The majority (61%) operate with partial readiness and suffer from inconsistent quality between different plants. This fragmentation creates data silos that prevent algorithms from accessing enterprise-wide inputs needed to make accurate decisions.
54% of respondents cited integration with legacy systems as a major hurdle. This “technical debt” accumulated over decades of digitalization makes it difficult to layer modern autonomous agents on top of older operational technologies.
Security is also strict. Security and governance concerns top the list of plant-level obstacles at 52%. In an environment where a cyber-physical breach can disrupt production or cause physical damage, the risk appetite for autonomous intervention remains low.
Transitioning to agent AI in manufacturing
Despite the headwinds, the industry is moving toward agent AI (i.e., systems that can make decisions with limited human oversight).
74% of manufacturers expect up to half of day-to-day production decisions to be managed by AI agents by 2028. More directly, 66% of organizations already allow or plan to allow AI agents to approve routine work orders without human approval within 12 months.
This evolution from a “co-pilot” to an independent agent capable of completing an entire task fundamentally changes the workforce. 89% of manufacturers expect AI-guided robotics to impact their workforce, but the focus is on augmentation rather than replacement.
Currently, productivity gains are focused on knowledge-intensive roles. Quality inspectors (49%) and IT support staff (44%) are growing the fastest. Traditional production roles such as maintenance technicians (29%) are lagging behind.
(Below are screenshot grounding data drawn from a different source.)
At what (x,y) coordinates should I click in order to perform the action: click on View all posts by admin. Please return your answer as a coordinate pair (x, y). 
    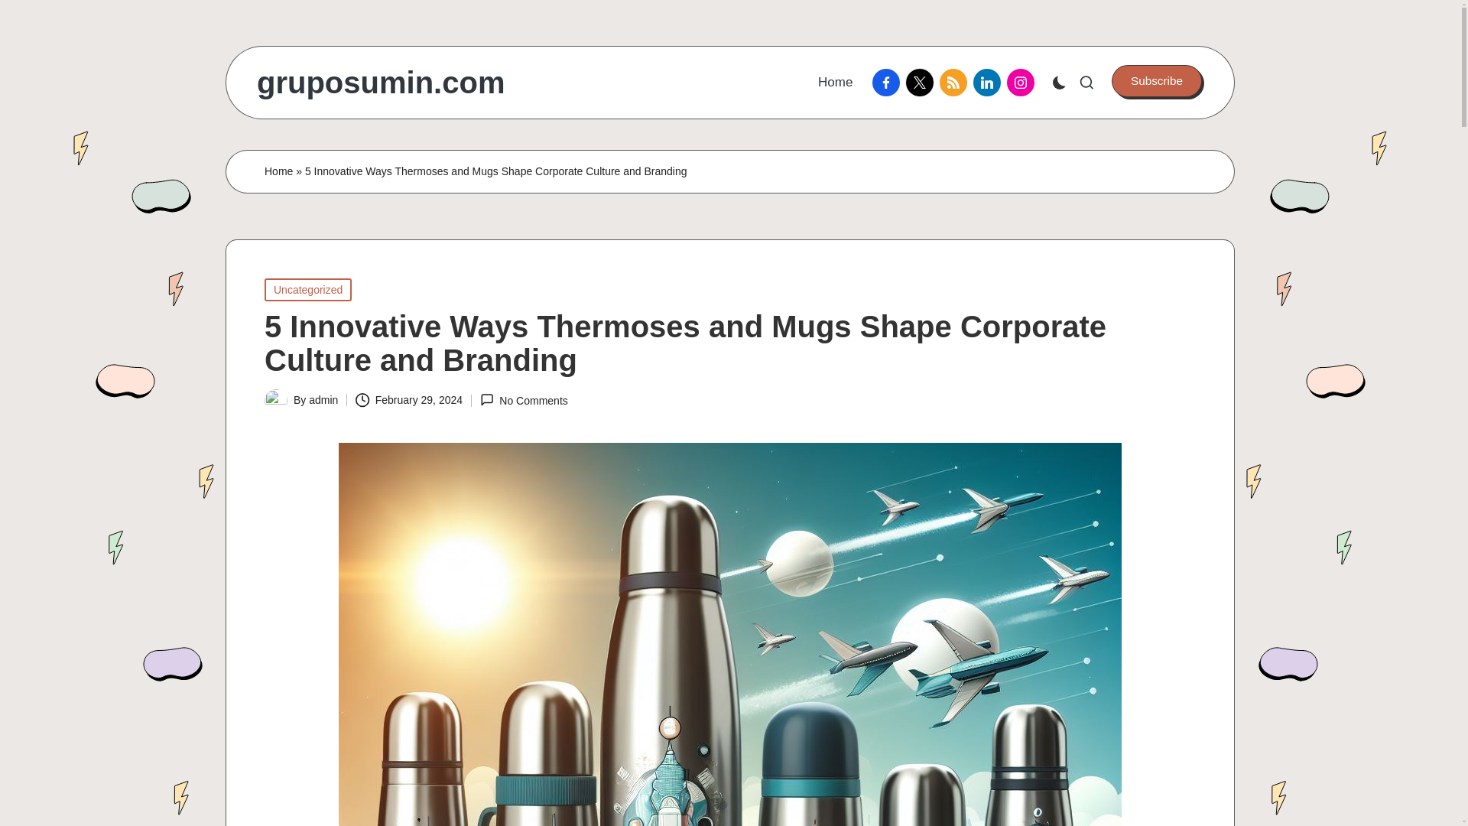
    Looking at the image, I should click on (323, 400).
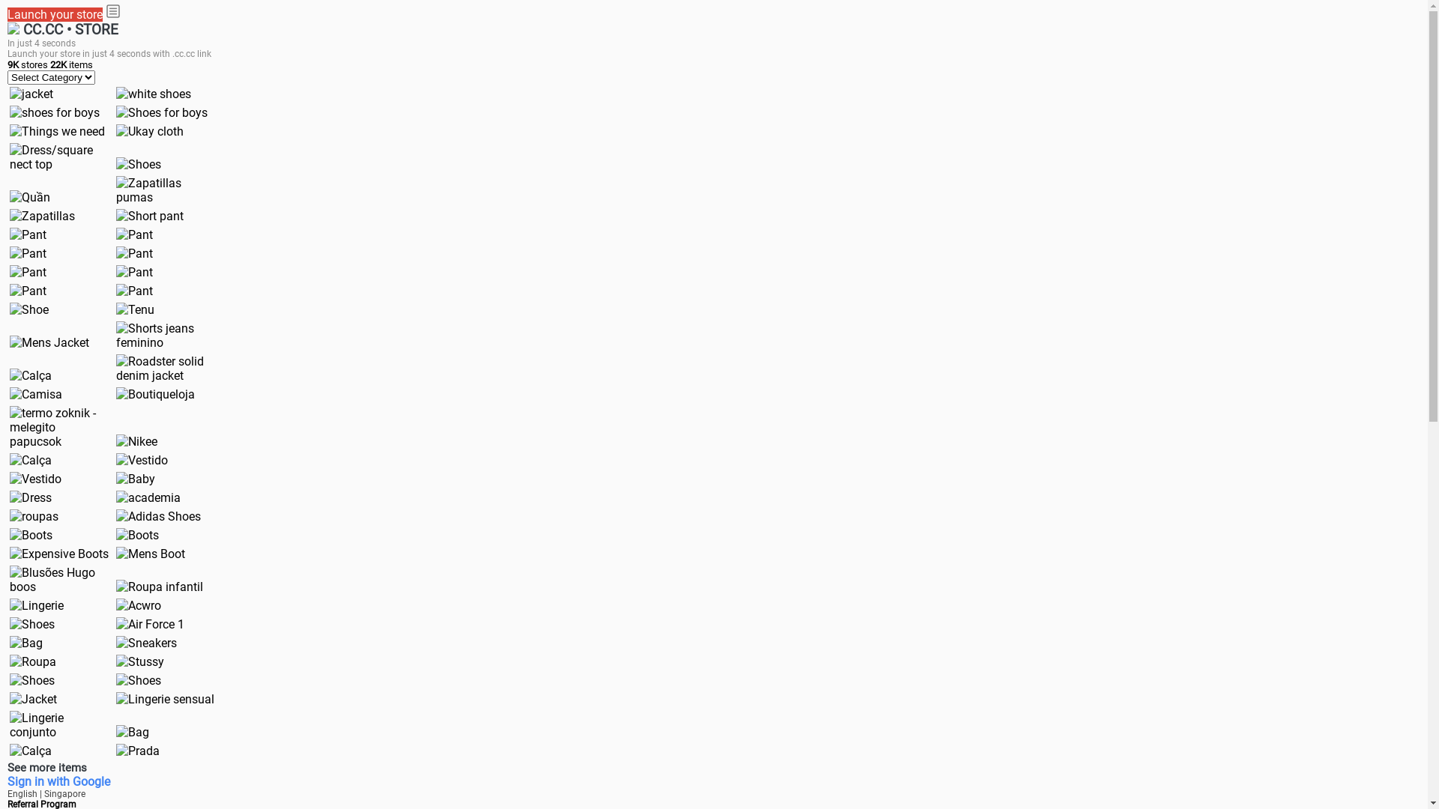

The introduction follows a pattern of strengthening cognitive functions before addressing physical conditioning.
As AI agents are embedded throughout platforms, enterprise architects will have to make orchestration choices. The market has shown a strong aversion to vendor lock-in.
63% of manufacturers favor a hybrid or multi-platform strategy over a single vendor solution. Specifically, 33% plan to coordinate via multiple platform-native agents, and 30% prefer a hybrid model that combines platform-native and custom orchestration. Only 13% are willing to stick with a single underlying platform.
Turn manufacturing industry AI investments into profits
To turn this huge capital expenditure into real profits, executives must ignore the hype.
First, fix the data. Only 21% of companies are fully prepared, so the immediate priority must be modernization, not algorithm development. Without clean, integrated data, high-value use cases in sustainability and predictive maintenance cannot scale.
Second, leaders must close the AI trust gap. Reliance on safety stock shows a lack of trust in digital signals. Gradual autonomy is the answer. Before handing over complex supply chain decisions, 66 percent start with administrative tasks like work orders, which they are already working on.
Finally, avoid the monolithic trap. Data supports a multi-platform approach to staying leveraged and agile. Manufacturers are betting their future on AI, but to realize the benefits they need to focus less on model “intelligence” and more on mundane tasks like cleaning data, integrating legacy equipment, and building employee trust.